**WORK INSTRUCTION:** Please output the lines from the one with "Image resolution: width=700" through the end of the data exactly as written, omitting all pictures.

==== RECORD SET

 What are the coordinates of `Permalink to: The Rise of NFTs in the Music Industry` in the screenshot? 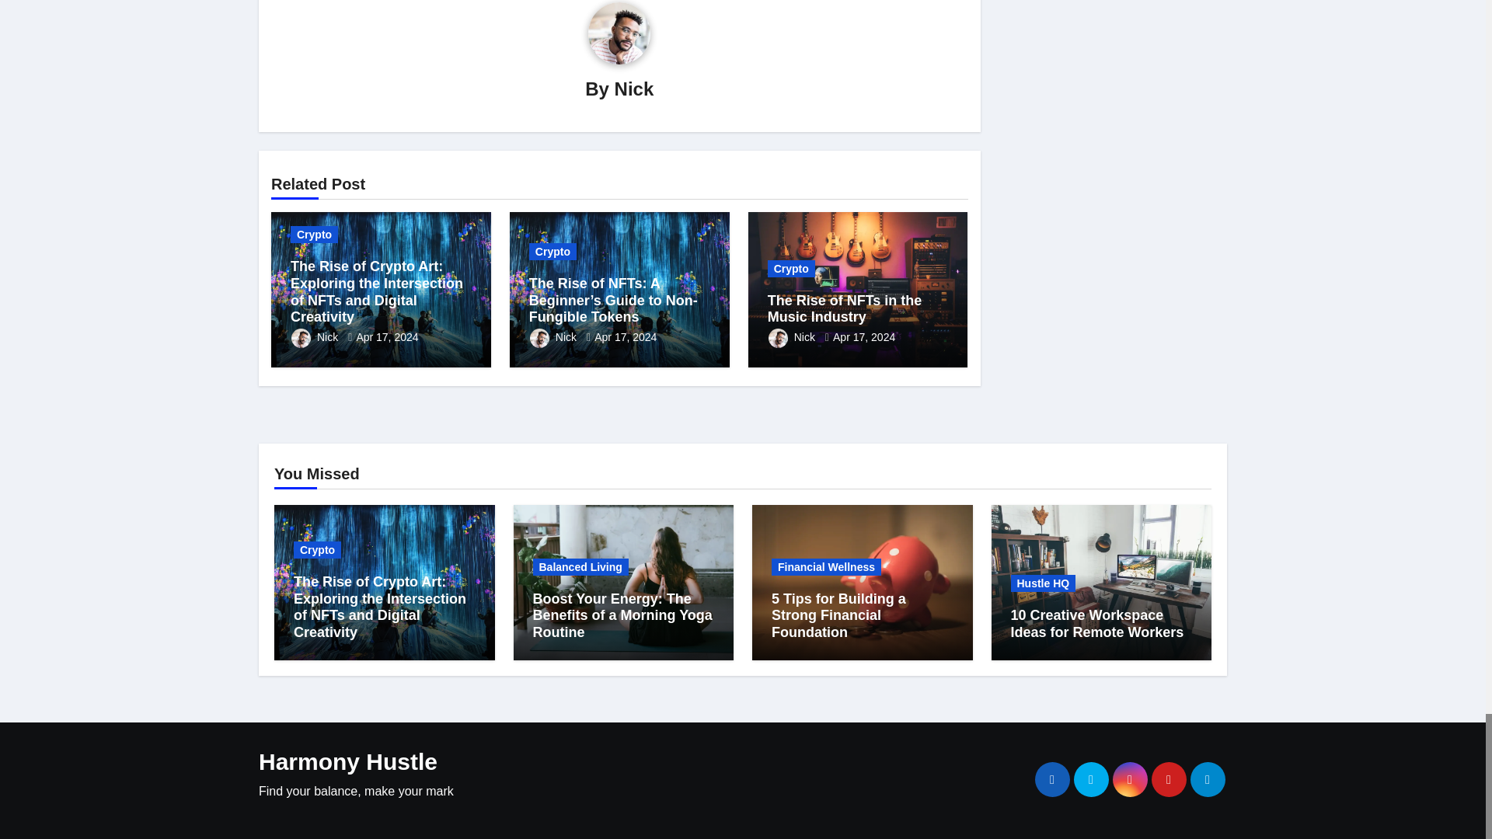 It's located at (845, 309).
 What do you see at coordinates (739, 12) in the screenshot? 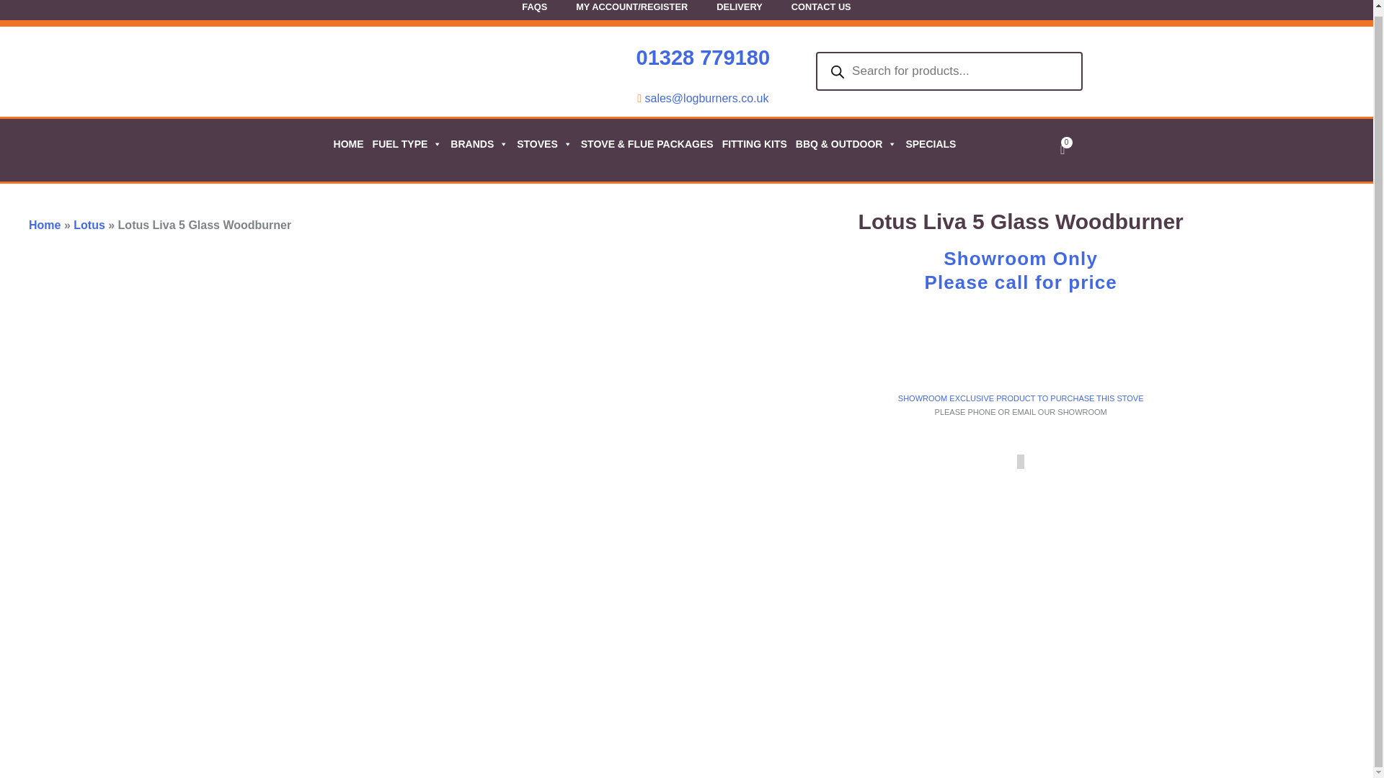
I see `DELIVERY` at bounding box center [739, 12].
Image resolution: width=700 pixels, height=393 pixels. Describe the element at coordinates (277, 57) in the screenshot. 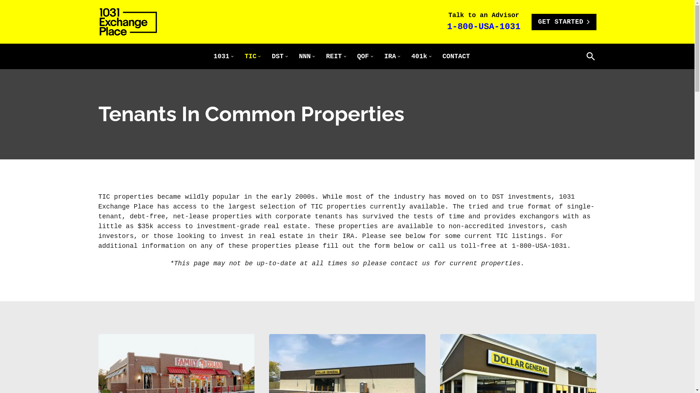

I see `DST` at that location.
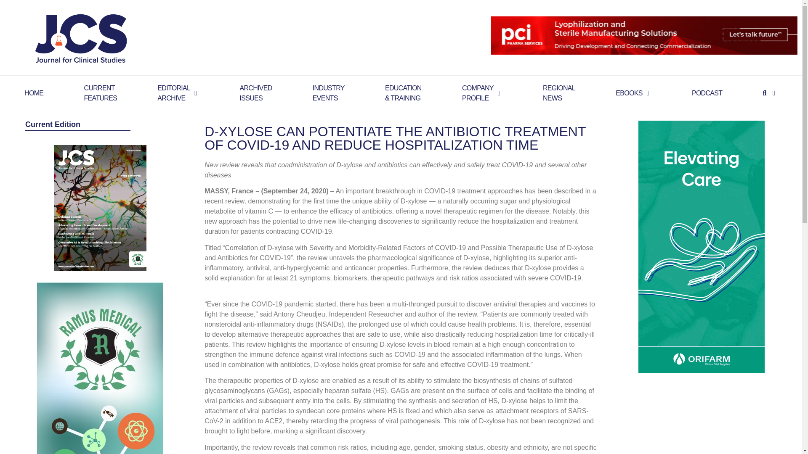 Image resolution: width=808 pixels, height=454 pixels. What do you see at coordinates (329, 93) in the screenshot?
I see `PODCAST` at bounding box center [329, 93].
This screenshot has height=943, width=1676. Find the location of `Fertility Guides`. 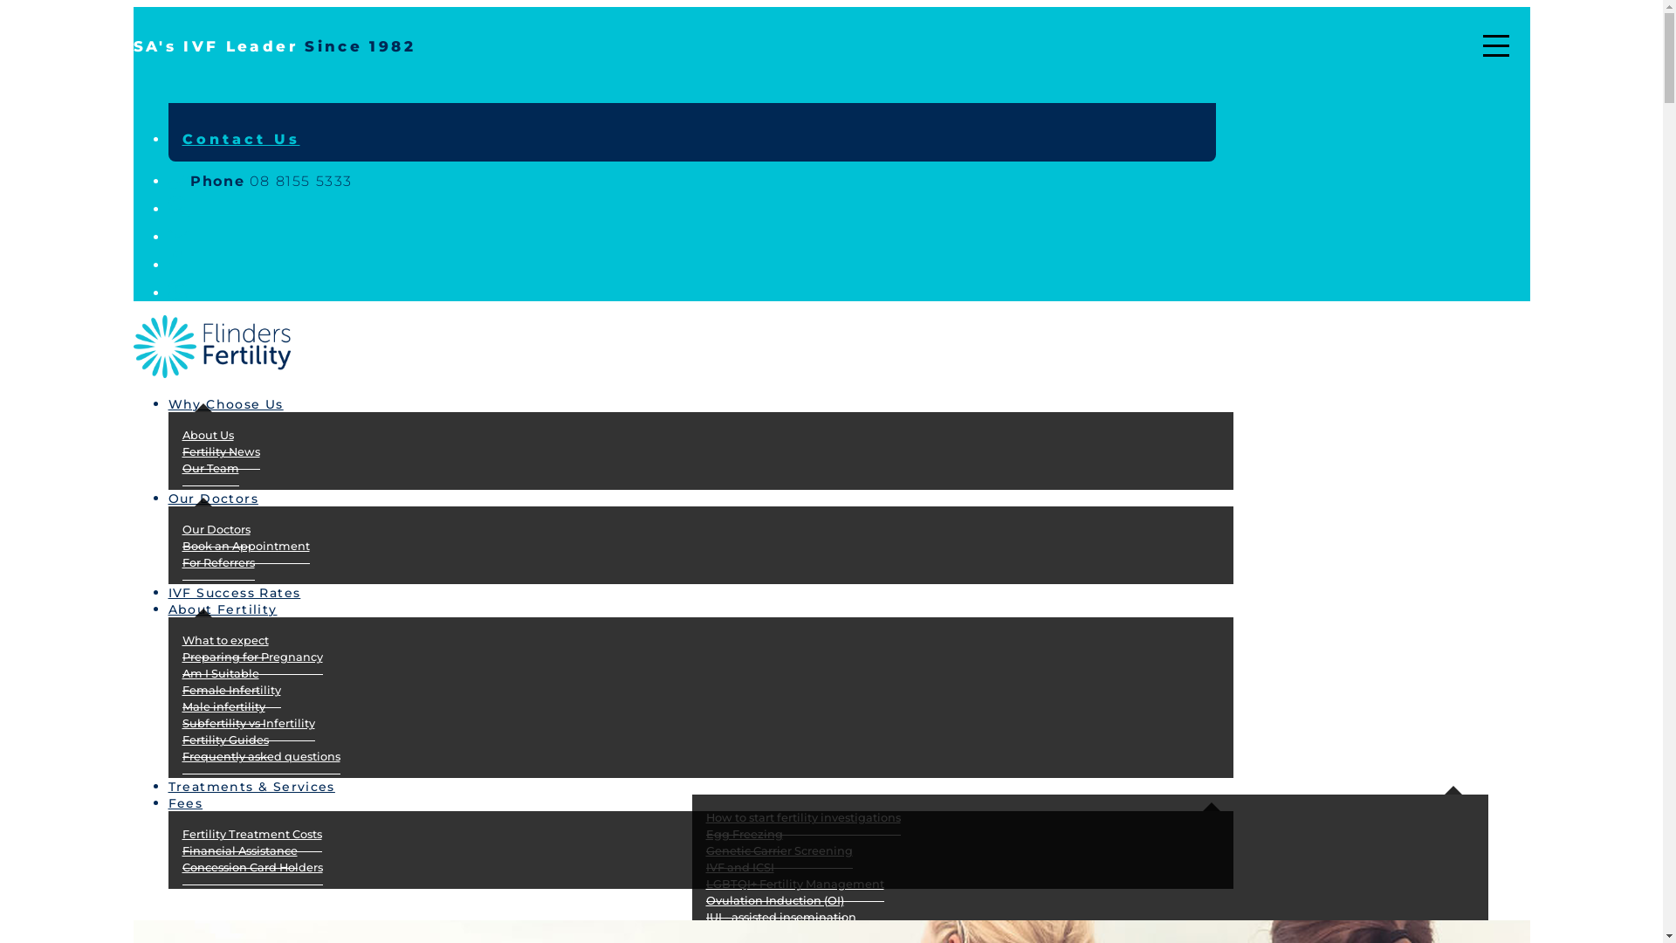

========

**EXERCISE SOLUTION:**
Image resolution: width=700 pixels, height=393 pixels. Describe the element at coordinates (277, 57) in the screenshot. 

I see `DST` at that location.
 Image resolution: width=808 pixels, height=454 pixels. What do you see at coordinates (329, 93) in the screenshot?
I see `PODCAST` at bounding box center [329, 93].
This screenshot has height=943, width=1676. Find the location of `Fertility Guides`. 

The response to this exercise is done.